Photo Illustration: Allie Carl/Axios. Photo: Kamil Krzaczynski/Getty Images and Anadolu via Getty Images.
The Trump administration wants to make Zohran Mamdani, the Uganda-born Muslim who’ll be New York City’s next mayor, the public face for its case against legal immigration.
Why it matters: Republicans aren’t just making immigration tougher. They’re also sowing fear that Mamdani’s popularity will ripple through other American cities with big immigrant populations.
- “Import communists, become communists,” White House Deputy Chief of Staff Stephen Miller posted before Tuesday’s election. He shared a poll showing Mamdani was winning a majority of foreign-born voters.
- “What we don’t want to see is more Dearborns,” said Heritage Foundation President Kevin Roberts, referring to the first Arab-majority city in the U.S. It’s represented by Rep. Rashida Tlaib (D-Mich.), a first-generation Palestinian American.
- Republicans also are singling out Minneapolis, where Ilhan Omar (D-Minn.), a naturalized citizen from Somalia, represents the city in Congress. “What we don’t want to see are more 100% Somalian communities that actually are Islamist and Marxist,” Roberts told Axios.
The big picture: MAGA’s crackdown on legal immigration will “disproportionately limit people from third world countries, which obviously are not comprised of white people,” said former Trump Homeland Security official Mike Howell, who now runs the Oversight Project.
- Howell said it’s time for conservatives to stop fixating on “legal good and illegal bad” and start focusing on assimilation.
Zoom in: The U.S. has slashed refugee admissions from 100,000 slots in President Biden’s last year to 7,500 (mostly for white South Africans) in 2026.
- The citizenship test will be getting more difficult, with stricter enforcement of English language proficiency for immigrants.
- U.S. Citizenship and Immigration Services (USCIS) is screening for “good character,” which now looks for community involvement and contributions to the U.S. and ties to the country, among other factors.
- Non-immigrant visas (for temporary travel), particularly from African countries, and H1B visas (for work), primarily awarded to Indians, have become more expensive and harder to get.
Between the lines: The Trump administration is also looking to denaturalize (stripping citizenship) some new Americans, with cases already sent for Justice Department review.
- Rep. Andy Ogles (R-Tenn.) penned a public letter to Attorney General Pam Bondi asking her to investigate Mamdani’s citizenship application for possible denaturalization. His charge is echoed by Republican colleague Randy Fine (R-Flo.) and right wing online influencers.
- The New York Young Republicans also sold t-shirts that read “Deport Zohran” during the campaign.
Zoom out: President Trump hasquestioned Mamdani’s citizenship (he was naturalized in 2018) and repeatedly claimed that Mamdani is a communist. Mamdani is a democratic socialist, not a communist.
- Trump used a similar line of attack when he falsely claimed for years that former President Obama wasn’t born in the U.S. and was not eligible to be president.
- Trump also suggested on numerous occasions that Omar, who became a citizen at 17, should “go back” to Somalia.
The bottom line: Mamdani addressed some of Trump’s attacks during his victory speech on Tuesday, promising “a shining city for all.”
- “New York will remain a city of immigrants, a citybuiltby immigrants, poweredby immigrants — and, as of tonight, ledby an immigrant,” he said.
- “So hear me, President Trump, when I say this: To get to any of us, you will have to get throughall of us.”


- _WORK REQUEST_
Write out the records word for word.

- _RECORDED DATA_
====================

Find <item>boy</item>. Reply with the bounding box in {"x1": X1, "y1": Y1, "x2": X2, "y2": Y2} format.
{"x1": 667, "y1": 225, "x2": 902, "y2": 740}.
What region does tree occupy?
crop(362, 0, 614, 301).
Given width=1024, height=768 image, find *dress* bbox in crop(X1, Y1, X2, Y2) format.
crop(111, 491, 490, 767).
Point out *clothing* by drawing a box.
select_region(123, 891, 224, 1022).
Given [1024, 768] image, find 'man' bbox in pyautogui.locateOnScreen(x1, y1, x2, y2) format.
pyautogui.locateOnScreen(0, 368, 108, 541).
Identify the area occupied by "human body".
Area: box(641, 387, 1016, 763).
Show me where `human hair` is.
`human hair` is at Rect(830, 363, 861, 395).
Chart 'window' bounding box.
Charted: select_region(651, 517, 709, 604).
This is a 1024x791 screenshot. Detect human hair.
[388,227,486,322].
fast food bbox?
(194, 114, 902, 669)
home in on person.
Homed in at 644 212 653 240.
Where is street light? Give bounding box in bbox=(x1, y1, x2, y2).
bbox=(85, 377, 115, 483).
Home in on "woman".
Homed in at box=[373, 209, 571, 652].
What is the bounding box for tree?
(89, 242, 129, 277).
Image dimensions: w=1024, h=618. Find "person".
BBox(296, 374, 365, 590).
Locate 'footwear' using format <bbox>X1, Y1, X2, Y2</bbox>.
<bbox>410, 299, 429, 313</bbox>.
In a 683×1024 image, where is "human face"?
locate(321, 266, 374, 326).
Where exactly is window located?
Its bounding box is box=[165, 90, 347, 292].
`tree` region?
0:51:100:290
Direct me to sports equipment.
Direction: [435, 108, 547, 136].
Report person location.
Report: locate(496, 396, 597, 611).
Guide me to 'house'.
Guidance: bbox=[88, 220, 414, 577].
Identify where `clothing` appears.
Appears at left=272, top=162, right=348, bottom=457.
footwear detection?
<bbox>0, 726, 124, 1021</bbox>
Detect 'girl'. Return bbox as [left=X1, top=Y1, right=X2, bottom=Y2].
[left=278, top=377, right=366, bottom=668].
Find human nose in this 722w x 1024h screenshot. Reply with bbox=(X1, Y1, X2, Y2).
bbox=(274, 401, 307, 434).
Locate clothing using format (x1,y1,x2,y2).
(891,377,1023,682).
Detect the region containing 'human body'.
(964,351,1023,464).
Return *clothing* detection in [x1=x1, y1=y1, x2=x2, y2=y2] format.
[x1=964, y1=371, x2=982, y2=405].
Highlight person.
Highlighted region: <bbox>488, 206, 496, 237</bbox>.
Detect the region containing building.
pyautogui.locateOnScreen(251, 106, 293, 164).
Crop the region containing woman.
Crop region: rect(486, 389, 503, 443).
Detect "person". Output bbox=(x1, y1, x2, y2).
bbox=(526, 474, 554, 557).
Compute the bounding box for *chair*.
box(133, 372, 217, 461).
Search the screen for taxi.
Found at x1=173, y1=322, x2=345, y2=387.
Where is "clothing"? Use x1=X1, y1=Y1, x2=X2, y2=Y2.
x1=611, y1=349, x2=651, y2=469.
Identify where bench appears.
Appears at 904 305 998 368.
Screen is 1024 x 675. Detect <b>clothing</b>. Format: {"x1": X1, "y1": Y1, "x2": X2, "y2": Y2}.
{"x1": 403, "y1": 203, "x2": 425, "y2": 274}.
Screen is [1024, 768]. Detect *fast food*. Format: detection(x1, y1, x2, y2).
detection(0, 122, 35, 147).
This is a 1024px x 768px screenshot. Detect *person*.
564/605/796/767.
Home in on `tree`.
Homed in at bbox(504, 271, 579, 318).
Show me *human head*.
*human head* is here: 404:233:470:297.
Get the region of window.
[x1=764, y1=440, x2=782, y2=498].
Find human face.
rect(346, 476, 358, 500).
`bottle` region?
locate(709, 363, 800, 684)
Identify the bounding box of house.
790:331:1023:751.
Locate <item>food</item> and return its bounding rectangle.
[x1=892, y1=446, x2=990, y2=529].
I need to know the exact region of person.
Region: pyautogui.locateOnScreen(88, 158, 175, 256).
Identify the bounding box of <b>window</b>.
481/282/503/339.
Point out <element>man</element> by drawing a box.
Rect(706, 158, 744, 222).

====================

- _OUTPUT OF THE EXERCISE_
Find <item>boy</item>. Reply with the bounding box in {"x1": X1, "y1": Y1, "x2": X2, "y2": Y2} format.
{"x1": 667, "y1": 225, "x2": 902, "y2": 740}.
What region does tree occupy?
crop(362, 0, 614, 301).
Given width=1024, height=768 image, find *dress* bbox in crop(X1, Y1, X2, Y2) format.
crop(111, 491, 490, 767).
Point out *clothing* by drawing a box.
select_region(123, 891, 224, 1022).
Given [1024, 768] image, find 'man' bbox in pyautogui.locateOnScreen(x1, y1, x2, y2) format.
pyautogui.locateOnScreen(0, 368, 108, 541).
Identify the area occupied by "human body".
Area: box(641, 387, 1016, 763).
Show me where `human hair` is.
`human hair` is at Rect(830, 363, 861, 395).
Chart 'window' bounding box.
Charted: select_region(651, 517, 709, 604).
This is a 1024x791 screenshot. Detect human hair.
[388,227,486,322].
fast food bbox?
(194, 114, 902, 669)
home in on person.
Homed in at 644 212 653 240.
Where is street light? Give bounding box in bbox=(x1, y1, x2, y2).
bbox=(85, 377, 115, 483).
Home in on "woman".
Homed in at box=[373, 209, 571, 652].
What is the bounding box for tree?
(89, 242, 129, 277).
Image dimensions: w=1024, h=618. Find "person".
BBox(296, 374, 365, 590).
Locate 'footwear' using format <bbox>X1, Y1, X2, Y2</bbox>.
<bbox>410, 299, 429, 313</bbox>.
In a 683×1024 image, where is "human face"?
locate(321, 266, 374, 326).
Where exactly is window located?
Its bounding box is box=[165, 90, 347, 292].
`tree` region?
0:51:100:290
Direct me to sports equipment.
Direction: [435, 108, 547, 136].
Report person location.
Report: locate(496, 396, 597, 611).
Guide me to 'house'.
Guidance: bbox=[88, 220, 414, 577].
Identify where `clothing` appears.
Appears at left=272, top=162, right=348, bottom=457.
footwear detection?
<bbox>0, 726, 124, 1021</bbox>
Detect 'girl'. Return bbox as [left=X1, top=Y1, right=X2, bottom=Y2].
[left=278, top=377, right=366, bottom=668].
Find human nose in this 722w x 1024h screenshot. Reply with bbox=(X1, Y1, X2, Y2).
bbox=(274, 401, 307, 434).
Locate clothing using format (x1,y1,x2,y2).
(891,377,1023,682).
Detect the region containing 'human body'.
(964,351,1023,464).
Return *clothing* detection in [x1=x1, y1=y1, x2=x2, y2=y2] format.
[x1=964, y1=371, x2=982, y2=405].
Highlight person.
Highlighted region: <bbox>488, 206, 496, 237</bbox>.
Detect the region containing building.
pyautogui.locateOnScreen(251, 106, 293, 164).
Crop the region containing woman.
Crop region: rect(486, 389, 503, 443).
Detect "person". Output bbox=(x1, y1, x2, y2).
bbox=(526, 474, 554, 557).
Compute the bounding box for *chair*.
box(133, 372, 217, 461).
Search the screen for taxi.
Found at x1=173, y1=322, x2=345, y2=387.
Where is "clothing"? Use x1=X1, y1=Y1, x2=X2, y2=Y2.
x1=611, y1=349, x2=651, y2=469.
Identify where bench appears.
Appears at 904 305 998 368.
Screen is 1024 x 675. Detect <b>clothing</b>. Format: {"x1": X1, "y1": Y1, "x2": X2, "y2": Y2}.
{"x1": 403, "y1": 203, "x2": 425, "y2": 274}.
Screen is [1024, 768]. Detect *fast food*. Format: detection(x1, y1, x2, y2).
detection(0, 122, 35, 147).
This is a 1024px x 768px screenshot. Detect *person*.
564/605/796/767.
Home in on `tree`.
Homed in at bbox(504, 271, 579, 318).
Show me *human head*.
*human head* is here: 404:233:470:297.
Get the region of window.
[x1=764, y1=440, x2=782, y2=498].
Find human face.
rect(346, 476, 358, 500).
`bottle` region?
locate(709, 363, 800, 684)
Identify the bounding box of house.
790:331:1023:751.
Locate <item>food</item> and return its bounding rectangle.
[x1=892, y1=446, x2=990, y2=529].
I need to know the exact region of person.
Region: pyautogui.locateOnScreen(88, 158, 175, 256).
Identify the bounding box of <b>window</b>.
481/282/503/339.
Point out <element>man</element> by drawing a box.
Rect(706, 158, 744, 222).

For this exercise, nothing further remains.